Eiffel and Bourgès’s affair is threatening to derail his reputation. Her husband has become aware of it and threatens to expose them, which would discredit and ruin Eiffel. Bourgès decides to break off with Eiffel for the good of his career, and she and her husband leave Paris suddenly, without notifying him. Distraught and angry, Eiffel instructs his workmen to finish the tower with rivets instead of bolts so it can never be torn down.
THE director of Eiffel, Martin Bourboulon, decided to shoot the film in the same Cinemascope format as David Lean’s Bridge on the River Kwai. In an interview with Paris Match, regarding Eiffel’s relationship with Bourgès, he said, “We based it on letters written by Eiffel to his mother … [and] we must not forget that Eiffel was charismatic, a rather attractive leader of men … the real promise of the film is this: you will never see the Eiffel Tower again in the same way.” Well, I certainly won’t. The nineteenth-century building mechanics alone make this an unforgettable film.
Bourboulon is currently adapting the classic Alexandre Dumas novel The Three Musketeers into a two-film project, shot consecutively: The Three Musketeers: Milady and its prequel, The Three Musketeers: D’Artagnan, both due to be released in 2023. He has a budget of $73 million, nearly three times that of Eiffel’s $27 million.
The French novelist Caroline Bongrand wrote the script for Eiffel twenty-four years ago. In an interview with Daniel Dercksen of The Writer’s Studio she recounted her first interview with a producer. She pitched two ideas to him, both of which he rejected. When he asked her, sarcastically, if she had anything else, she says she told him:
I do, but that it’s too expensive for him. I don’t know why I said this but he immediately wants to know more. I tell him that Gustave Eiffel built his Tower out of love and I am the only one who knows the true story behind this. I’m totally bluffing, but it works: he hands me a contract to sign. I’m in a total panic.

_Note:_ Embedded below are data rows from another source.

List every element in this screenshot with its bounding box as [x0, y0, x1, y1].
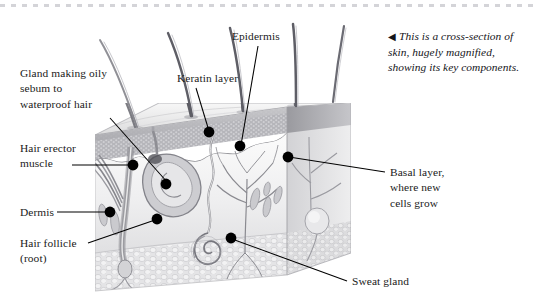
label-dermis: Dermis — [20, 205, 140, 220]
label-sweat-gland: Sweat gland — [352, 274, 472, 289]
figure-caption: ◀This is a cross-section of skin, hugely… — [388, 29, 520, 76]
top-dotted-rule — [0, 4, 533, 7]
label-hair-erector: Hair erector muscle — [20, 141, 140, 172]
skin-side-face — [287, 103, 351, 275]
figure-page: Gland making oily sebum to waterproof ha… — [0, 0, 533, 304]
caption-text: This is a cross-section of skin, hugely … — [388, 30, 519, 73]
label-hair-follicle: Hair follicle (root) — [20, 236, 140, 267]
label-epidermis: Epidermis — [232, 29, 342, 44]
caption-arrow-icon: ◀ — [388, 31, 396, 42]
label-gland-sebum: Gland making oily sebum to waterproof ha… — [20, 66, 150, 112]
label-keratin-layer: Keratin layer — [177, 71, 287, 86]
label-basal-layer: Basal layer, where new cells grow — [390, 165, 520, 211]
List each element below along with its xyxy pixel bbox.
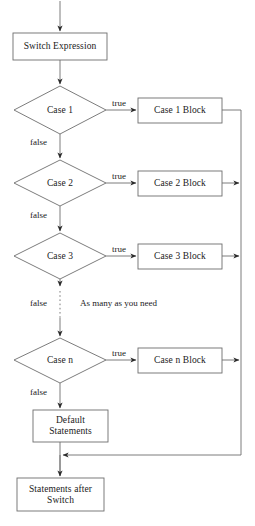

Romain Duris, who plays Gustave Eiffel, was the recipient of the 2007 Molière Globes de Cristal Award for Best Actor for his lead role in the film Moliere. He stars as Aramis in both of Bourboulon’s forthcoming Musketeer films.
Peter Debruge of Variety commented on the movie, “Not a biopic so much as a sketchy piece of historical fiction—Eiffel identifies itself as librement inspiré de faits réels, which roughly translates to ‘a made-up crock of hooey’.” But Lisa Nesselson of Screen International wrote, “The Eiffel Tower rose in two years without power tools or computers or construction cranes. Martin Bourboulon’s ambitious, handsomely appointed and unapologetically old-fashioned Eiffel took 25 years to make it to the screen.”
The Eiffel Tower, or Dame de fer (Iron Lady) was completed on March 31, 1889. Eiffel celebrated on the top of the tower along with politicians and members of the press. The elevators were not yet in operation so they had to climb up step-by-step, which took over an hour. A French flag was hoisted from the pinnacle and a twenty-five-gun salute fired from below. On the cupola of the tower, Eiffel received a decoration from the Legion of Honour.
Originally, the tower was scheduled to be demolished after twenty years, but due to its enormous international popularity, it remains standing and will continue to do so most likely in perpetuity. But it has fallen into disrepair. Reuters reported that it was “riddled with rust and … is being given a cosmetic 60-million-euro paint job ahead of the 2024 Olympic Games in Paris”. It has been completely repainted twenty times.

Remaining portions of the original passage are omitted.